The Image That Wouldn't Upload

You've been there. A form with an upload field. A perfectly good image. And a message that says the file is too large, the wrong format, or the wrong dimensions.

In 1996, a web designer in California typed bgcolor="#FF0000" into an HTML file and saw red. Literally. The hexadecimal colour code — six characters representing the precise mixture of red, green, and blue light — became the standard way computers describe colour on screens.

Thirty years later, we still use hex codes. We also use RGB. And HSL. And HSB (which is different from HSL). And CMYK for print. And Pantone for brand guidelines. And OKLCH for modern CSS. And LAB for perceptual accuracy. And named CSS colours that occasionally disagree with each other about what “dark grey” looks like.

This is the colour tower of Babel. Every system describes colour differently, and converting between them is a daily task for anyone who works across design tools, code editors, and print workflows.

A designer receives a brand guideline specifying Pantone 286 C. They need the hex equivalent for a website, the RGB values for a video overlay, the CMYK breakdown for a business card, and the HSL values for a CSS animation. Four conversions for one colour. Multiply that by a brand palette of eight colours and you’re doing arithmetic that feels like it should have been automated decades ago.

Image formats have an equivalent fragmentation problem. JPEG, PNG, WebP, HEIC, AVIF, TIFF, BMP — each with different browser support, different compression profiles, different transparency support, different size implications. What uploads to one platform rejects on another. What looks perfect on a Mac renders wrong on Windows. What passes a 5MB limit as a PNG is 12MB as a TIFF.

It has been automated — but always behind a gate. Format converters are built into design tools that cost $20/month. Online converters are riddled with ads, give inconsistent results, and often can’t handle the format you actually need. Users end up bookmarking three different websites for three different conversions.
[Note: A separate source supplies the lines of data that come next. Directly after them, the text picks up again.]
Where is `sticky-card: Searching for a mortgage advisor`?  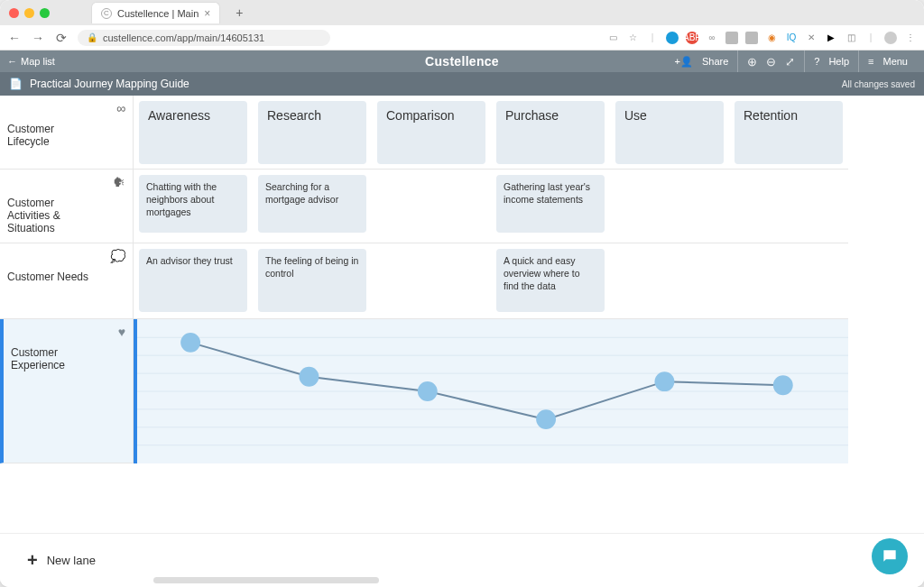
sticky-card: Searching for a mortgage advisor is located at coordinates (312, 204).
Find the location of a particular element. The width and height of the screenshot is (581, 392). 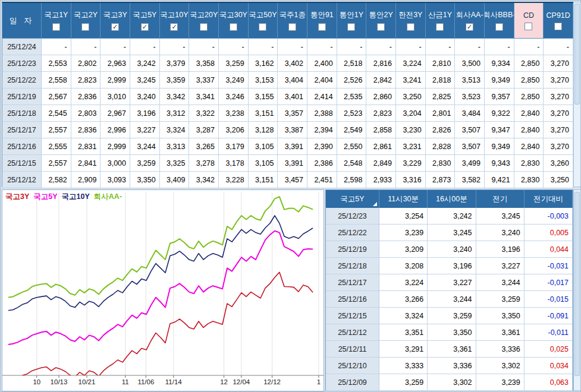

value-cell: 2,523 is located at coordinates (352, 113).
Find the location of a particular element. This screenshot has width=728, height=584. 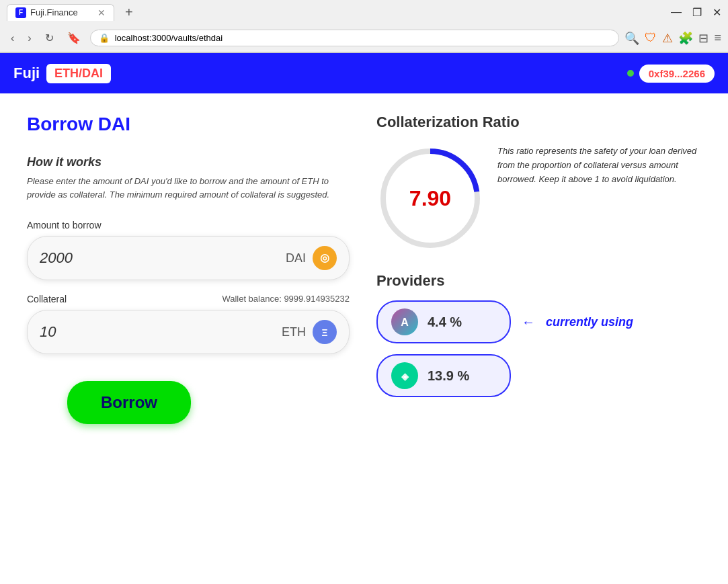

dai-token-icon: ◎ is located at coordinates (325, 258).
The underlying problem is simpler than the ecosystem makes it look. Most image format conversions are deterministic. JPEG to WebP. PNG to JPG. HEIC to anything-else. These are solved problems — the codecs have been open-source for decades. What’s missing is a clean interface that runs locally, doesn’t upload your files, and handles the full range of cases without asking you to create an account.

What should exist is a single surface where you drop any image and get back the format you need. No account. No ads. Just a conversion.